On the playground this morning a little girl needed help getting off the playscape. Instead of calling for HER mommy, she just shouted, “I need a mommy!”
And reader, 4 mommies, including her own, rushed over to help her down.
Seeing this tiny moment of care-by-village restored a little something in me.
Me: eating at Japanese café.
quiet atmosphere. soft jazz, peaceful.
then waiter approaches my table cautiously.
Waiter: Sir… are you available tomorrow night.
immediately suspicious.
Me: For what.
Waiter: Our chef wishes to challenge you.
WHAT DOES THAT MEAN.
apparently last week I casually said curry was “pretty good.” chef overheard it.
interpreted this as declaration of culinary war.
next evening I return out of pure curiosity.
chef standing there arms crossed like anime rival.
Chef: I have prepared seven curries.
SEVEN???
for two hours this man psychologically attacked me with spices.
one curry tasted normal for three seconds then became personal betrayal.
another made me remember childhood memories I didn’t know I had.
final curry completely white, terrifying.
Chef: This one has no mercy.
I saw colors not recognized by science.
afterward chef bows respectfully.
Chef: You survived.
our waiter quietly whispers: Last customer cried.
One thing nobody tells you about adulthood is how fun it is to become your own person. One day you randomly start liking jazz, olive green, expensive dark chocolate, documentaries about volcanoes, weird lamps, sparkling water, books about loneliness in Tokyo, silver jewelry and quiet cafés. Your personality keeps unfolding forever if you let it.
Her name was Josie. She was a 17-year-old blind lioness in South Africa. Her two daughters hunted for her every day. They also used her to hunt. Prey would freeze and stare at the blind lioness while Dawn and Duffy snuck around and attacked from behind.
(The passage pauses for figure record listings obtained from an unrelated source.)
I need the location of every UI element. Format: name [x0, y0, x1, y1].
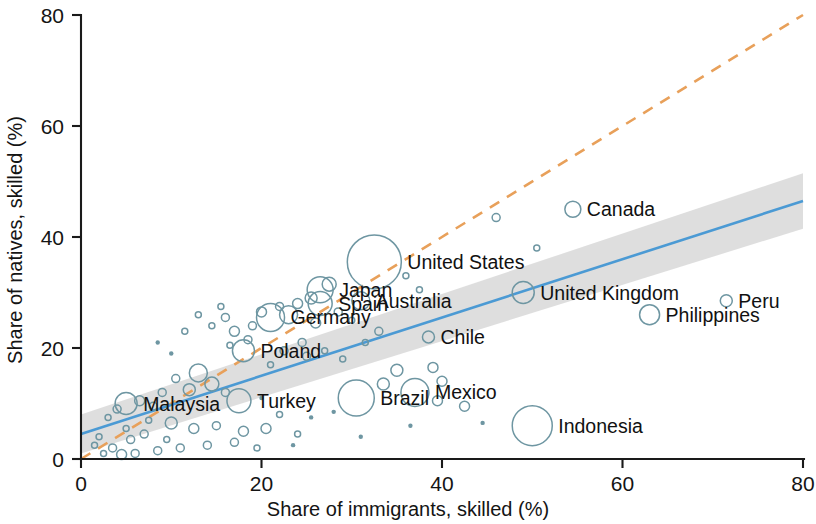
data-bubble	[176, 444, 184, 452]
data-bubble	[229, 326, 239, 336]
data-bubble	[428, 362, 438, 372]
point-label-brazil: Brazil	[380, 387, 429, 409]
point-label-chile: Chile	[440, 326, 484, 348]
data-bubble	[322, 277, 336, 291]
plot-canvas: 020406080020406080 CanadaUnited StatesPe…	[0, 0, 816, 524]
point-label-poland: Poland	[260, 340, 321, 362]
data-bubble	[164, 437, 170, 443]
point-label-malaysia: Malaysia	[143, 393, 220, 415]
data-bubble	[391, 364, 403, 376]
data-bubble	[295, 431, 301, 437]
data-bubble	[403, 273, 409, 279]
y-tick-label: 20	[41, 337, 64, 360]
x-tick-label: 60	[611, 472, 634, 495]
data-bubble	[131, 449, 139, 457]
data-bubble	[230, 438, 238, 446]
point-label-canada: Canada	[587, 198, 655, 220]
y-tick-label: 60	[41, 115, 64, 138]
bubble-scatter-chart: 020406080020406080 CanadaUnited StatesPe…	[0, 0, 816, 524]
x-tick-label: 40	[430, 472, 453, 495]
x-tick-label: 80	[791, 472, 814, 495]
data-bubble	[227, 342, 233, 348]
point-label-mexico: Mexico	[435, 381, 497, 403]
data-bubble	[218, 303, 224, 309]
data-bubble	[172, 375, 180, 383]
data-bubble	[182, 328, 188, 334]
data-bubble	[534, 245, 540, 251]
y-tick-label: 40	[41, 226, 64, 249]
data-bubble	[212, 422, 220, 430]
y-axis-title: Share of natives, skilled (%)	[4, 116, 26, 364]
point-label-turkey: Turkey	[257, 390, 316, 412]
data-bubble	[309, 415, 313, 419]
data-bubble	[480, 421, 484, 425]
point-label-united-kingdom: United Kingdom	[540, 282, 679, 304]
y-tick-label: 0	[52, 448, 64, 471]
data-bubble	[156, 340, 160, 344]
data-bubble	[254, 445, 260, 451]
data-bubble-indonesia	[512, 406, 552, 446]
point-label-indonesia: Indonesia	[558, 415, 643, 437]
data-bubble-canada	[565, 201, 581, 217]
data-bubble	[101, 450, 107, 456]
point-label-germany: Germany	[291, 306, 371, 328]
x-tick-label: 0	[75, 472, 87, 495]
point-label-united-states: United States	[407, 251, 524, 273]
y-tick-label: 80	[41, 4, 64, 27]
data-bubble	[492, 214, 500, 222]
data-bubble	[209, 323, 215, 329]
data-bubble-poland	[232, 340, 254, 362]
data-bubble	[109, 444, 117, 452]
data-bubble	[189, 423, 199, 433]
data-bubble	[195, 312, 201, 318]
point-label-philippines: Philippines	[666, 304, 761, 326]
data-bubble-brazil	[338, 380, 374, 416]
data-bubble	[203, 441, 211, 449]
data-bubble	[154, 447, 162, 455]
x-tick-label: 20	[250, 472, 273, 495]
data-bubble	[332, 410, 336, 414]
data-bubble	[221, 313, 229, 321]
data-bubble	[291, 443, 295, 447]
data-bubble	[277, 412, 283, 418]
data-bubble	[359, 435, 363, 439]
data-bubble	[238, 426, 248, 436]
x-axis-title: Share of immigrants, skilled (%)	[267, 498, 549, 520]
data-bubble	[408, 424, 412, 428]
data-bubble	[248, 322, 256, 330]
data-bubble	[261, 423, 271, 433]
data-bubble-philippines	[640, 305, 660, 325]
data-bubble-japan	[307, 277, 333, 303]
data-bubble	[169, 351, 173, 355]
She lived in Addo Elephant National Park. She was put down this past October. She was older than almost any wild lioness on record. The oldest ever was a lioness called Mathata. She made it to 19. Most wild lionesses only make it to 15 or 16. Josie spent her last five years nearly blind, and she still got there.
Her right eye went first. Then her left started to fade. She would stumble sometimes as she walked. She'd call out softly so she could follow Dawn and Duffy by their voices.
Lions usually don't look after their sick or injured. Wild animals rarely do.
In May 2019, Josie had three grown sons. All three were sedated for a move to another reserve. One brother took longer than the other two to come out of it. He was groggy. He wobbled when he tried to stand up. His two brothers killed him right there on the spot.
Her daughters did the opposite, and the reason has a name. Biologists call it kin selection. A biologist named Bill Hamilton wrote it up in 1964. You share a lot of your genes with your kids, your siblings, your parents. So if you help those people survive, you're helping some of your own genes survive. Evolution rewards that.
Female lions stay in the pride they're born into for life. Males leave. So a daughter grows up next to her mother. She shares her mother's genes. Helping her mother stay alive helps keep those genes going. A son doesn't get that same payoff. He'll be forced out of the pride eventually. A brother who can't walk straight won't help him survive what comes after.
Josie lived past the age any wild lion has any right to reach, nearly blind, in the company of the two animals who had the most reason in the world to keep her alive.
every fantasy series now is indeed called The Ballad of Blood & Bone & every back cover blurb is like Lenora Sparrowlove was the first of her clan to be born without magick. Or so she thought, until her Seventeenth Name Day arrived.
I said, “I’m just a girl” to an Italian man and he looked at me like I was crazy and said, “you’re a powerful woman” and now I’ll never use that phrase again
every day i come across stories of women enduring harsh emotional circumstances at the hands of loved ones and i’m reminded yet again of just how important it is to be an insanely strict, overreacting diva if you want any semblance of peace and respect as a woman
when he says “ily”, but Achilles once said “i would recognize you in total darkness, were you mute and i deaf. i would recognize you in another lifetime entirely, in different bodies, different times. and i would love you in all of this, until the very last star in the sky burnt out into oblivion.”
So I tried this thing that men do when they just don’t emotionally process anything and instead they lock in on work and the gym and I am afraid they are onto something.